88.5 WMNF September 16, 2022 -
The Economic Policy Institute unpacked the question after Gallup released its annual survey on union favorability.
“U.S. workers see unions as critical to fixing our nation’s broken workplace – where most workers have little power or agency at work,” EPI concludes.
The pandemic spotlighted the ways essential workers kept their communities running during the worst public health crisis in a century despite inadequate pay or crucial tools they need to perform their jobs. However, these struggles pre-dated the pandemic.
“Workers today are rejecting these dynamics and awakening to the benefits of unions,” EPI says.

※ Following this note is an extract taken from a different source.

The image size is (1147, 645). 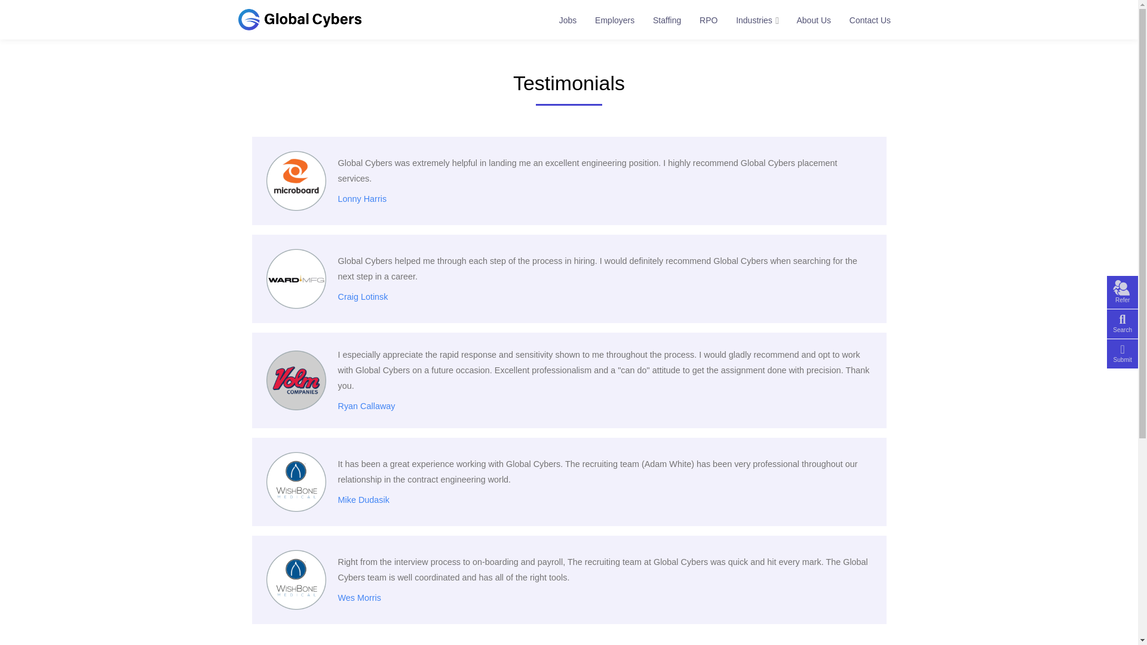 What do you see at coordinates (869, 20) in the screenshot?
I see `Contact Us` at bounding box center [869, 20].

But what are those benefits? According to EPI, there are many.
First, pay and benefits.
EPI notes that “unionized workers … earn on average 10.2% more in wages than nonunionized peers” and “union workers are more likely to be covered by employer-provided health insurance. More than 9 in 10 workers covered by a union contract (95%) have access to employer-sponsored health benefits, compared with just 69% of nonunion workers.”
According to EPI, unions even benefit nonunion workers by raising standards across the board.
But unions benefit society in even broader ways.
“Black and Hispanic workers get a larger boost from unionization,” states EPI, with unionized black workers earning 13.1% more than their nonunionized peers and Hispanic workers earning 18.8% more.
Women also benefit from unions, earning 4.7% more than non-union women workers.
EPI also found a correlation between states with a weak union presence and states where voting laws were being threatened.
“Over 70% of low-union-density states passed at least one voter suppression law between 2011 and 2019.”
Conversely, states with higher union density passed fewer restrictive voting laws, according to EPI.